Still one cannot affirm that the curative action of the remedy s always the more efficacious as it is prescribed in the more infinitesimal dose, or in a more radiant state. To so affirm would be to uphold an error that might be very dangerous for the sick. In many diseases it is better to use remedies not in the 200th or 1000th dilution, but in the third, sixth or twelfth, and at times even in massive nor ponderable doses. Thus I do not know that cases of congestive fever have ever been cured with the 200th dilution of sulphate of quinine, but many have been cured by this remedy administered in doses of one or two grams.

Jean Pierre Gallavardin
Jean Pierre Gallavardin (1825 – 1898) was a French orthodox physician who converted to homeopathy to gain international renown. Gallavardin was a Physician at the Homeopathic Hospital in Lyons.

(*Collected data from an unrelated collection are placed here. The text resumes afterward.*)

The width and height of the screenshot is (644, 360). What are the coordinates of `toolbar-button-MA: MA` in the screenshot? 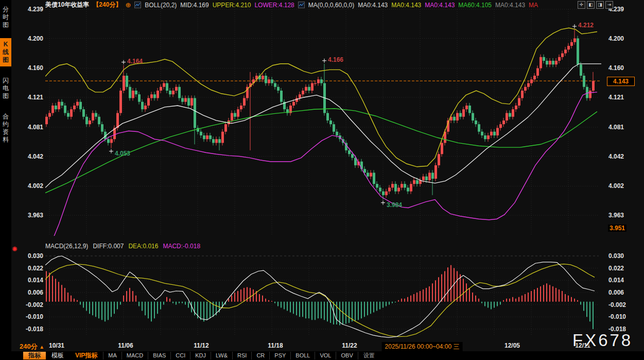 It's located at (112, 355). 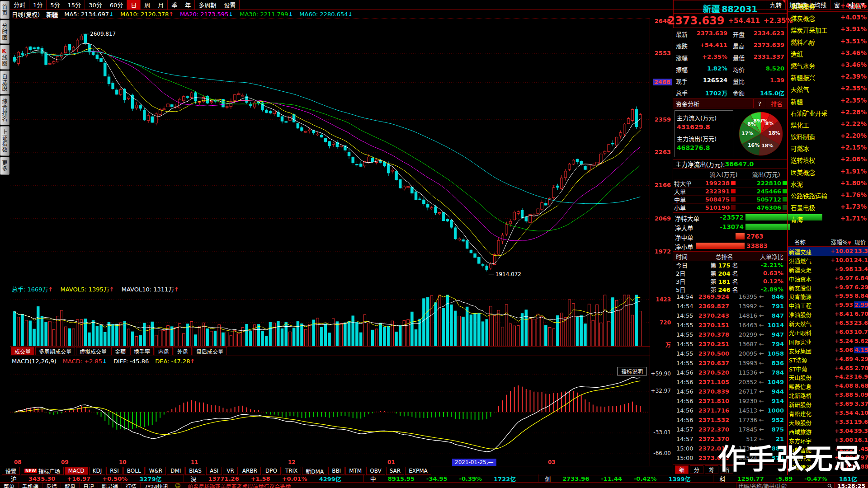 I want to click on stock-row: 北新路桥+3.885.09, so click(x=828, y=395).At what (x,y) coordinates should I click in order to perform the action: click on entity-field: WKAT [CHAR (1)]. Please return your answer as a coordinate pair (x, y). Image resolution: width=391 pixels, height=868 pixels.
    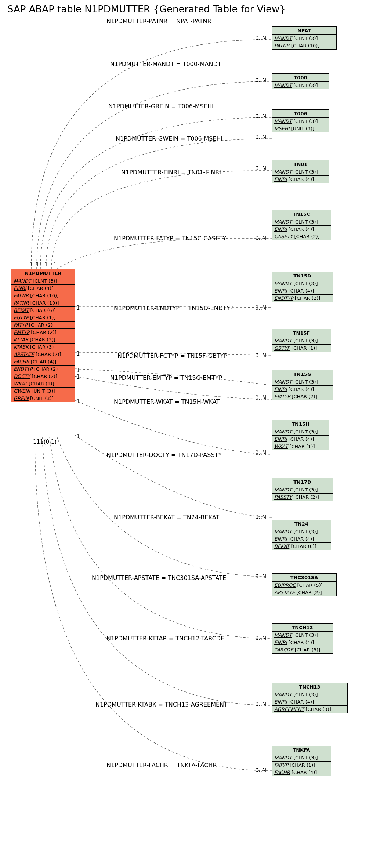
    Looking at the image, I should click on (43, 384).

Gallavardin set up a homeopathic Dispensary for the cure of alcoholics, often working in conjunction with priests, and he wrote several books on this subject.
Jean Pierre Gallavardin wrote Psychism and Homeopathy, The Homoeopathic Treatment of Alcoholism, How to Cure Alcoholism the Non-toxic Homoeopathic Way, Repertory of Psychic Medicines with Materia Medica, Plastic Medicine, and articles for The British Journal of Homeopathy, On Phosphoric Paralysis, and he collated the statistics on pneumonia and other cases for the United States Journal of Homeopathy, and he contributed widely to homeopathic publications.